Janie Segui Rodriguez was so frustrated with the long wait to enroll her daughter in a charter school that she founded the advocacy group Stop the Wait. (Michael Salerno/Rhode Island Current)
This is what’s in the way of giving the public the schools they are begging for.
Education officials, community agencies and foundations are fond of holding “listening tours” or similar gatherings to hear about parent and community issues and ideas. I’ve never heard of a single new idea that emerged from such meetings, never mind developed into a real plan. Surely, the hosts would have touted their responsiveness to the concerned community if one had.
However, Rhode Island has a set of hard data, obtained directly from families, that is all but screaming at the state: Parents want charter schools and they want them now.
Last year, families submitted over 28,000 applications for 2,475 open seats at charter schools, according to the Rhode Island League of Charter Schools. Kids had a 1 in 11.3 chance of hitting the lottery, literally, to win one of those precious seats. The 2024 window closed on March 14, and advocates estimate this year’s applications topped 31,000.
Janie Segui Rodriguez got so sick of the non-stop fight with her daughter’s district school, she founded a growing organization, Stop the Wait. For her, it’s about giving all parents, not only the affluent, options for educating their kids.
“I was a mom on charter wait lists for six years while my daughter was drowning in her [district] school,” Rodriguez said in a phone interview. “I worked with the school, but they kept saying she’s fine. She couldn’t write a sentence in 4th grade. When she did get into a charter school, she could finally write a sentence. She got out of [academic] trouble literally in a few months.”
In 2021, the Rhode Island Senate passed a bill imposing a three-year moratorium on new or expanding charters. Rodriguez already belonged to parent advocacy groups and also took the initiative to gather more parents to fight hard against the bill. (This was the inception of Stop the Wait.)
The moratorium bill did not pass.
Meanwhile, Rhode Island’s public service employee unions and their legislative allies work to preserve their considerable fiscal privileges and anti-education, labor-contract entitlements, such as hiring by seniority instead of merit.
All this is happening while at the nation level, charters are growing while traditional districts are shrinking significantly.
Stanford University’s 2023 CREDO report says that over 10 years, Rhode Island’s charters achieved the highest growth scores in the nation for math.
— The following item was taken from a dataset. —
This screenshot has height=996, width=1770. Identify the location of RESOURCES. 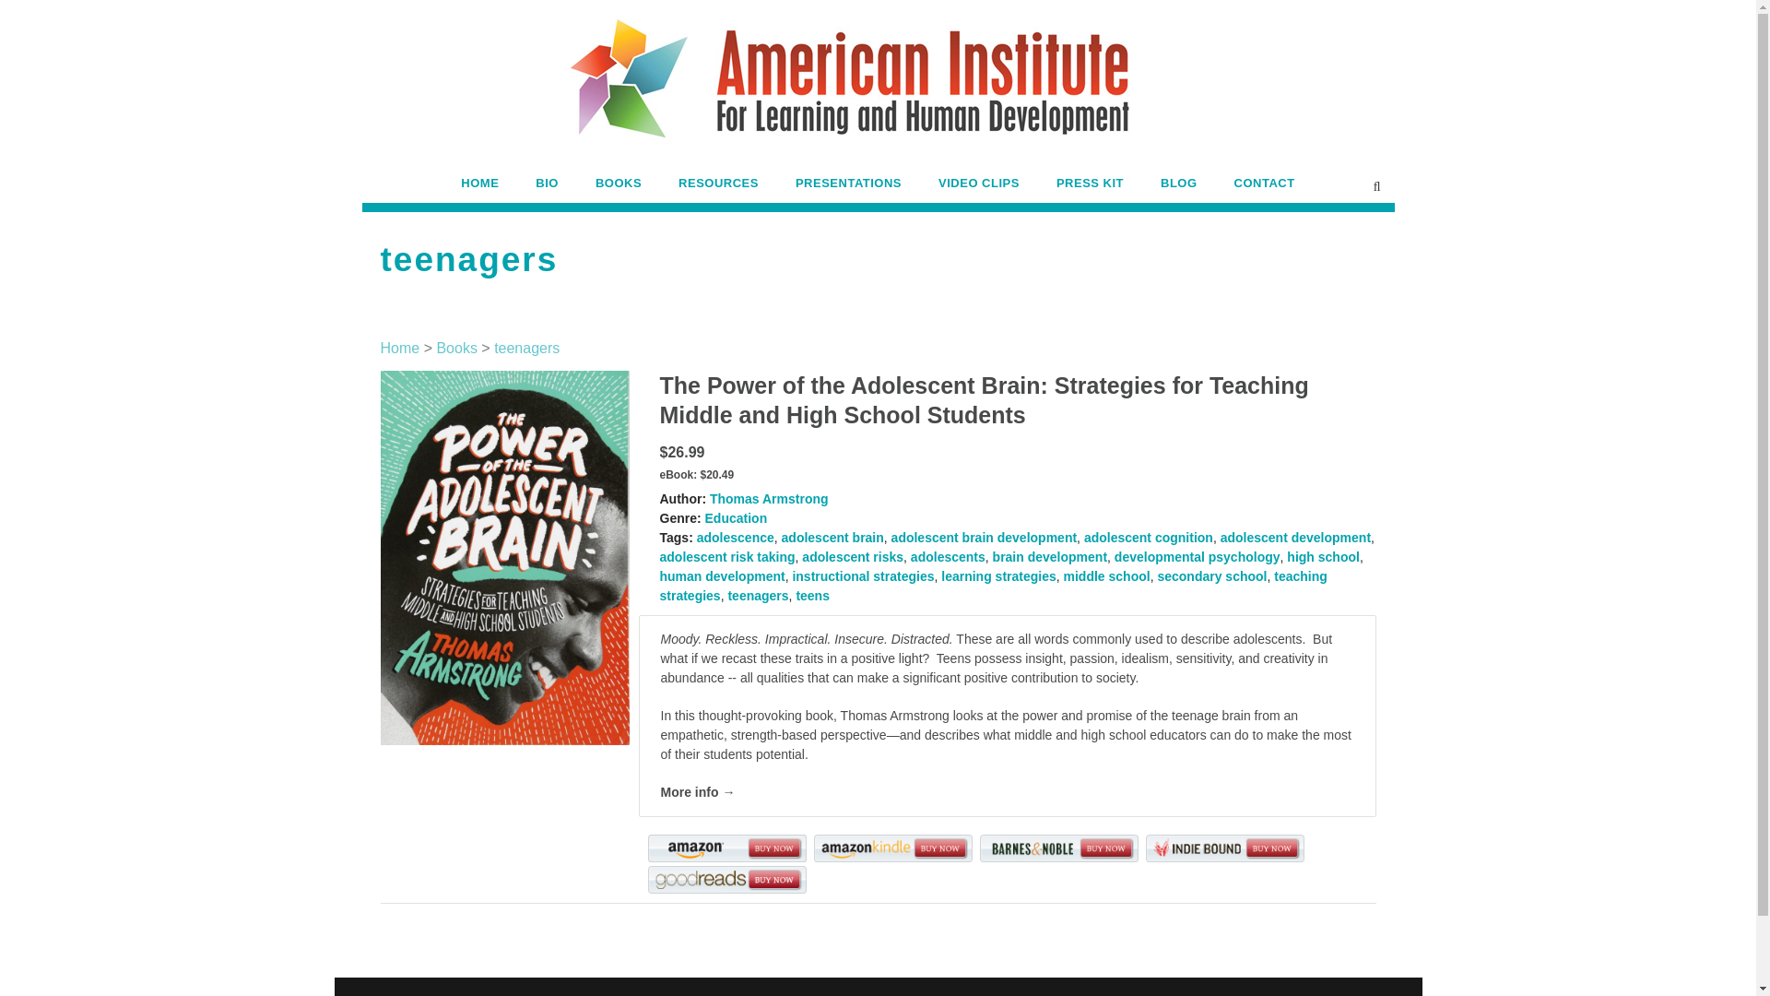
(718, 188).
In reading, the Ocean State tied with Tennessee. Granted, the calculations used charter achievement gains as compared with district achievement levels which, sadly, set a low bar.
What’s in the way of giving the public the schools they are begging for? The list is long, but here are three biggies:
1. A drumbeat of misinformation.
“There’s a lot of wacky rhetoric about charters being ‘private’ and ‘corporate’ or pushing out students,” says Chiara Deltito-Sharrott, director of the Rhode Island League of Charter Schools in a phone interview. “Charters are free to all, paid for by the public. They are not private schools. But they’ve become complicated in the public’s mind.”
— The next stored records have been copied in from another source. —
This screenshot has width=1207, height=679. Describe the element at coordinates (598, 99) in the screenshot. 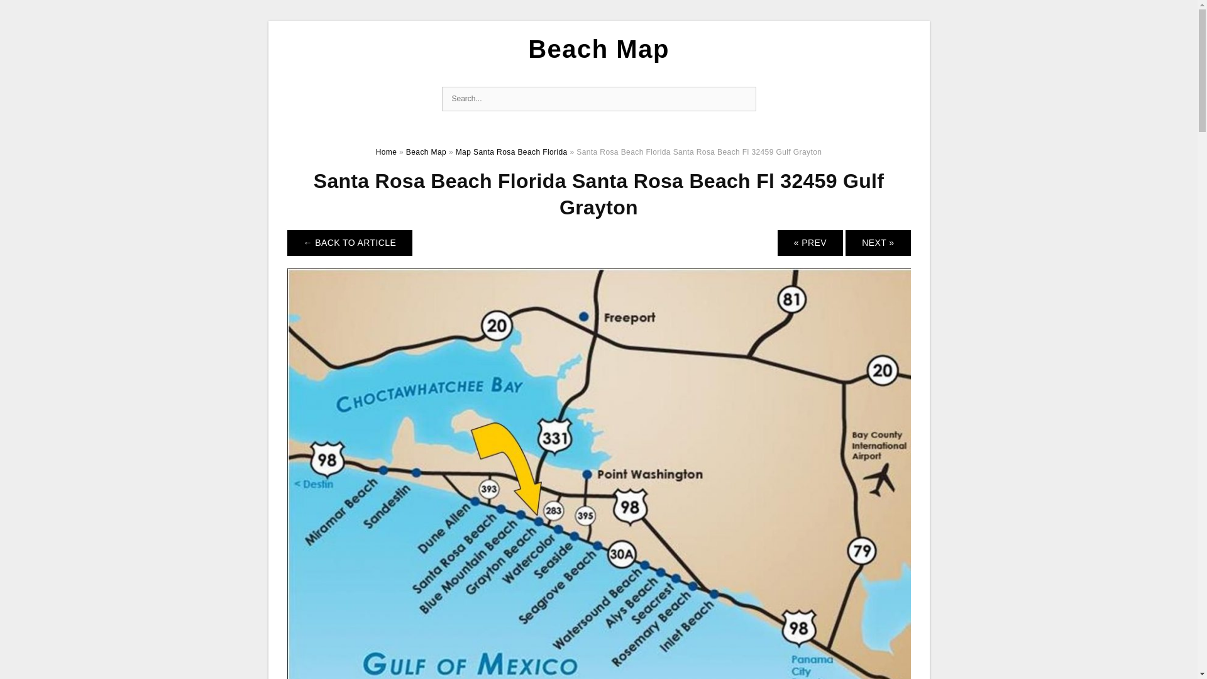

I see `Search for:` at that location.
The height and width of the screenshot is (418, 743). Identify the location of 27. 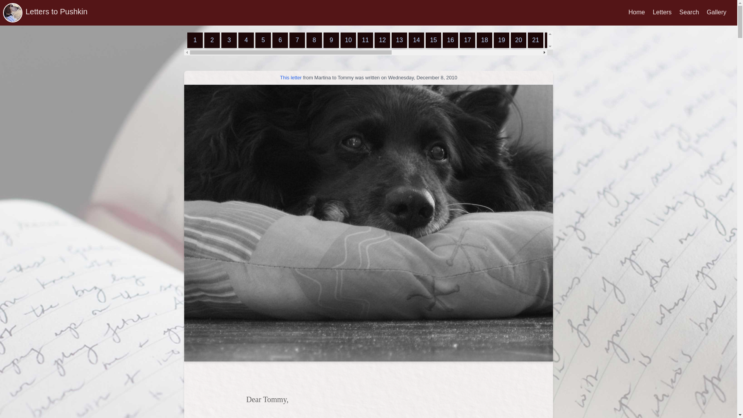
(638, 40).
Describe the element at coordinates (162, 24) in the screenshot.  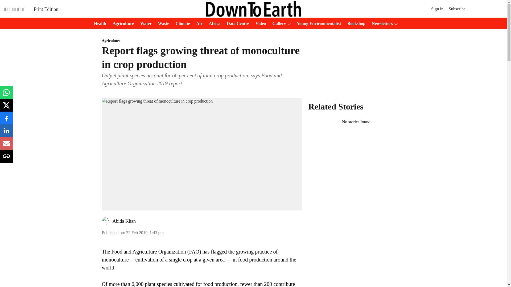
I see `Waste` at that location.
Charters operate under all the same state accountability mandates. In fact, they face more responsibility than district schools because at least every five years, they must gear up for forensic scrutiny from state education officials in order to have their charter renewed. District schools do not shoulder that expense or time-suck.
Deltito-Sharrott adds that she dearly wishes there were a charter for her own child near her suburban district. Suburbs now get an unequal piece of the fiscal pie, but “it seems OK for inequities to exist,” she said.
2. Fiscal constraints.
According to the Rhode Island Public Expenditure Council’s exhaustive study, the per pupil expenditure (PPE) for charter schools is 16.4% lower than the state’s overall average PPE of $17,983. This report details the myriad ways charters get nickel-and-dimed by laws and regulations designed to send big portions of their per-pupil expenditure back to the district from which the student came. For my summary of that report, see here.
Charters must accomplish more to survive, while working with far less.
3. Housing aid
Municipalities own and theoretically maintain district buildings. Charters must buy or rent, using their reduced per-pupil expenditures with, if they’re lucky, private donations. Districts can defer maintenance on their buildings while charters must keep them up as a condition of their charter renewal.
The state kicks in money to support certain large capital projects at vastly different rates. Theoretically, the rates are based on a district’s ability to pay for such work – classroom additions, renovations of old buildings, modernization of outdated facilities.
A recent Charter League report details those rates and crunched some numbers to show the dollar effects of discriminatory reimbursement rates. Bottom line: Charters get no more than 30% reimbursement, whereas the richest districts in the state get at least 35% help with the buildings they already own. Providence and Pawtucket get 80% reimbursement and Central Falls 96%, which no one begrudges. But charters also disproportionately educate low-income students 71.1% vs. 47.8% in traditional districts, according to the RIPEC report.
All kids deserve public options, including collaboratives and traditional public schools. Choice and options are key to an engaged, satisfied public.
But the state denies families charters because special interests have the power to create legal subtleties and are working to cripple them. What’s the justification? Exactly who are the schools for?